The widow said nothing, but she looked me in the eye, nodded once.
“Let’s go,” I said. I stepped into the hall and let Petey lead the way into the dark.
We made it down the stairs. We hid once, at the top of the second floor landing, while Abad and a hireling-a man even bigger than the axe-man upstairs-trotted past, cussing and panting.
Abad’s friend had a crossbow. Not a big fat Army-issue Mauser, but a sleek black rig narrow enough to slip easily through doors and poke around corners. Probably had a killing range of only thirty feet, but that’s just fine for the odd bit of murder in our better stately homes.
We all held our breath. Mama’s hex showed me faces in the walls but was quiet while Abad and his crossbow-fancying friend passed.
We waited until the sound of their passage and the last faint glow from the lamp they carried was gone, and then I took the widow’s hand and we darted down the stairs. She moved well, and the soft-soled shoes she’d chosen were as quiet as my socks. And at least her customary black garb let her blend in well with the shadows.
At the foot of the stairs, I listened, heard only cries and moans. I led the widow to the shadowed alcove by the stairs and motioned for her to be still.
“Jefrey,” I whispered, and pointed toward the door to his closet. “Wait.”
I went, Petey at my side, ghostly dancers twirling about me. Blink they were there-blink again, gone. I put my ear to the door.
“I cannot, no, I cannot.”
Petey growled.
“Quiet,” I hissed. Then I heard Jefrey snore, and I opened the door.

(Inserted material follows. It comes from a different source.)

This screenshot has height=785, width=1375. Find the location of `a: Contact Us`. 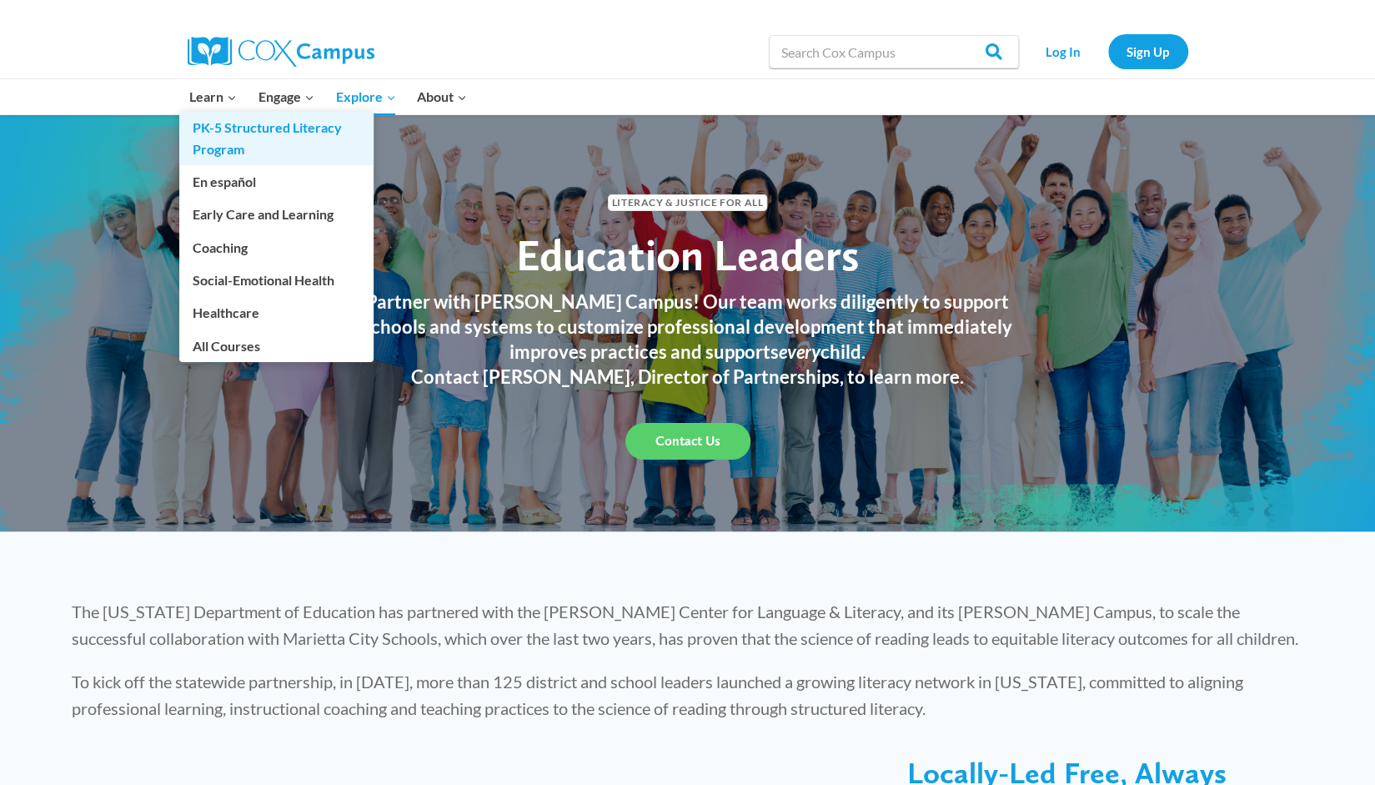

a: Contact Us is located at coordinates (688, 441).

While I gathered him up, I pondered my next move. It seemed simple enough-just sneak out the front and wake the Watch. The storm would hide us. Once away, we’d be impossible to find. With luck, they’d not know we were gone until the Watch came and told them.
I slung Jefrey over my shoulder and stepped back out into the ballroom and blinked away the phantom dancers about the time a crossbow clicked and sent a bolt all the way through my left arm, just above the elbow.

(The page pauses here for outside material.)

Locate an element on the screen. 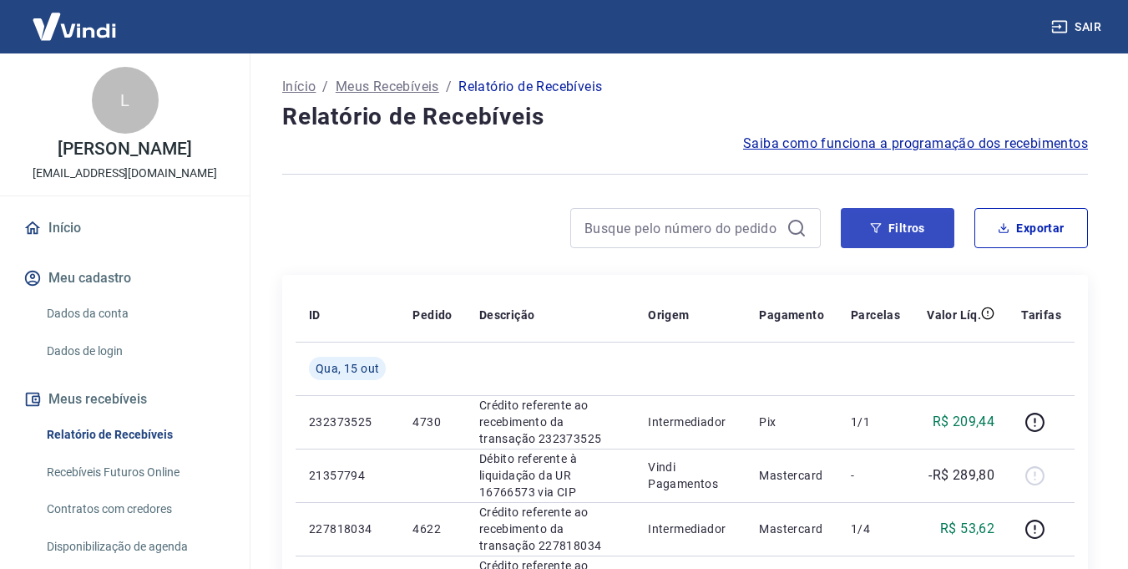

The widow shrieked and thunder boomed, loud enough to rattle windows. I dropped Jefrey and went down on one knee, trying to find the man in the shadows so I’d know which way to run.
Lightning flared and I found him, crouched in the dark on the other side of the staircase, five steps from the widow.

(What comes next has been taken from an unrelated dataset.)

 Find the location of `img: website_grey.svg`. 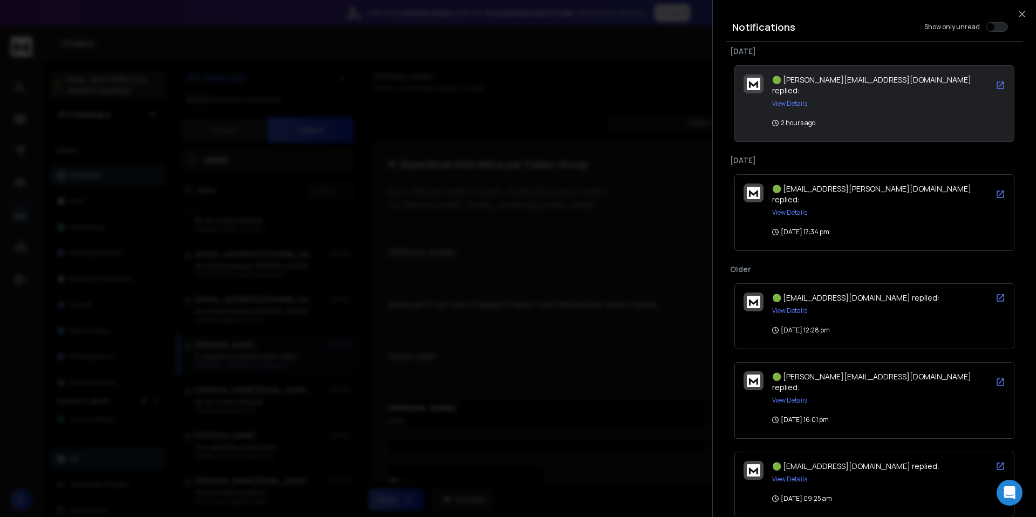

img: website_grey.svg is located at coordinates (22, 32).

He lowered the crossbow, grinned, pulled out a long knife. He shouted something to his friends, but it was lost in the thunder.
Petey snarled. I’d heard that same snarl only half a dozen times, down in the tunnels. It was pure wolf, pure rage, sudden promise of a torn throat, of a leap and a bite and a wet red gush of blood.
The man heard it too. He heard it and he whirled, seeking its source, and a sudden rush of shadows broke from my side and threw itself full upon him.
He fell. He flailed and kicked for a moment, long knife whipping and slashing and striking sparks off the tiles.
I rose. Blood ran down my arm, kept running, and I could feel it rush out new with each heartbeat. But I rose and stumbled toward the man, halfway there before I realized my own knife was gone, dropped, probably under Jefrey and too damned far away.
The widow stepped out of the shadows, a red-on-yellow Hang fish-urn in her hands. Without ceremony, she lifted it high above her head and hurled it down upon the man still wrestling emptiness on the floor at her feet.
He rolled. She missed. The urn shattered, and the man cursed and rolled and caught her right knee with his hand. The widow screamed and kicked him hard in the face.
I leaped. He hadn’t seen me coming. Lightning cracked and burned, just past the stained-glass windows set high up in the walls, turning the floor red and green and a dark royal blue. I had just enough light to land a punch hard in his throat and shove my right knee hard into his groin as I fell. He gasped and I hit him again and then the widow pressed a long thin knife in my right hand and I buried the narrow blade deep in his throat.